Singer Not The Song

Kunst mit Eigen-Sinn, Museum of Twentieth Century, Vienna

“Visual Art as the continuous play of veiling and unveiling, was in a sense translated directly into physical actions by Anne Bean in her powerful performance on the opening night. She was provided with the conference space: a dais and rows of chairs. Having created the expectation that a performance would take place on the dais, plain and revealed, a thunderous noise was heard at the other side of the space and a drill-bit broke through the partition wall. An opening was cut out, an arm came through wielding a hammer—like an armorial device from the days of heraldry or the muscular arm of the action painting—and smashed a little bag of oil paint against the white screen. After this, openings were cut from behind in a canvas screen, each one revealing part of her body in a series of very imaginative images suggesting the exploitation and struggle of women. In one, she made up her face, pulled a sheet of cling film against it smudging the song and sang ’……. they said they’d put me in the movies…’ In a very interesting way she used many of the props of the conventional art event—conference chairs, partitions, paint, canvas, –to go through them to a new idea of artist and woman. She ended by pulling down the canvas screen and winding herself into it repeating as she did ‘ I want to do a painting where the painter and painted are one disappearing through and in and out of each other…”

Her actions combined with her words were moving and apt. The point at which feminist ideals intersect with other progressive attitudes, both social and aesthetic, does become a key issue at a time of regression and regression.”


Instructions to follow:
Verbatim copy, images omitted: return the full listing.
↓↓↓
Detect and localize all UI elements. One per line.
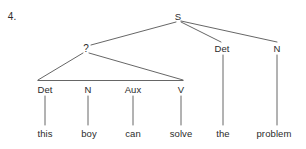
tree-node-n-left: N	[85, 84, 92, 95]
tree-node-n-right: N	[274, 43, 281, 54]
branch-unknown-to-right-edge	[89, 53, 183, 80]
terminal-word-can: can	[125, 128, 141, 139]
terminal-word-boy: boy	[81, 128, 97, 139]
tree-node-aux: Aux	[125, 84, 142, 95]
tree-node-unknown-phrase: ?	[83, 43, 89, 54]
terminal-word-problem: problem	[256, 128, 291, 139]
branch-s-to-n-right	[181, 21, 277, 42]
tree-node-det-right: Det	[214, 43, 229, 54]
branch-s-to-unknown-phrase	[91, 22, 176, 45]
tree-node-det-left: Det	[37, 84, 52, 95]
terminal-word-the: the	[216, 128, 230, 139]
tree-node-v: V	[178, 84, 184, 95]
terminal-word-this: this	[37, 128, 52, 139]
branch-unknown-to-left-edge	[38, 53, 83, 80]
terminal-word-solve: solve	[170, 128, 193, 139]
tree-node-s: S	[175, 11, 181, 22]
tree-diagram-page: 4. S ? Det N Aux V Det N this boy can so…	[0, 0, 306, 149]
↑↑↑
Written reply:
Detect and localize all UI elements. One per line.
tree-node-n-left: N	[85, 84, 92, 95]
tree-node-n-right: N	[274, 43, 281, 54]
branch-unknown-to-right-edge	[89, 53, 183, 80]
terminal-word-can: can	[125, 128, 141, 139]
terminal-word-boy: boy	[81, 128, 97, 139]
tree-node-aux: Aux	[125, 84, 142, 95]
tree-node-unknown-phrase: ?	[83, 43, 89, 54]
terminal-word-problem: problem	[256, 128, 291, 139]
branch-s-to-n-right	[181, 21, 277, 42]
tree-node-det-right: Det	[214, 43, 229, 54]
branch-s-to-unknown-phrase	[91, 22, 176, 45]
tree-node-det-left: Det	[37, 84, 52, 95]
terminal-word-the: the	[216, 128, 230, 139]
tree-node-v: V	[178, 84, 184, 95]
terminal-word-this: this	[37, 128, 52, 139]
branch-unknown-to-left-edge	[38, 53, 83, 80]
terminal-word-solve: solve	[170, 128, 193, 139]
tree-node-s: S	[175, 11, 181, 22]
tree-diagram-page: 4. S ? Det N Aux V Det N this boy can so…	[0, 0, 306, 149]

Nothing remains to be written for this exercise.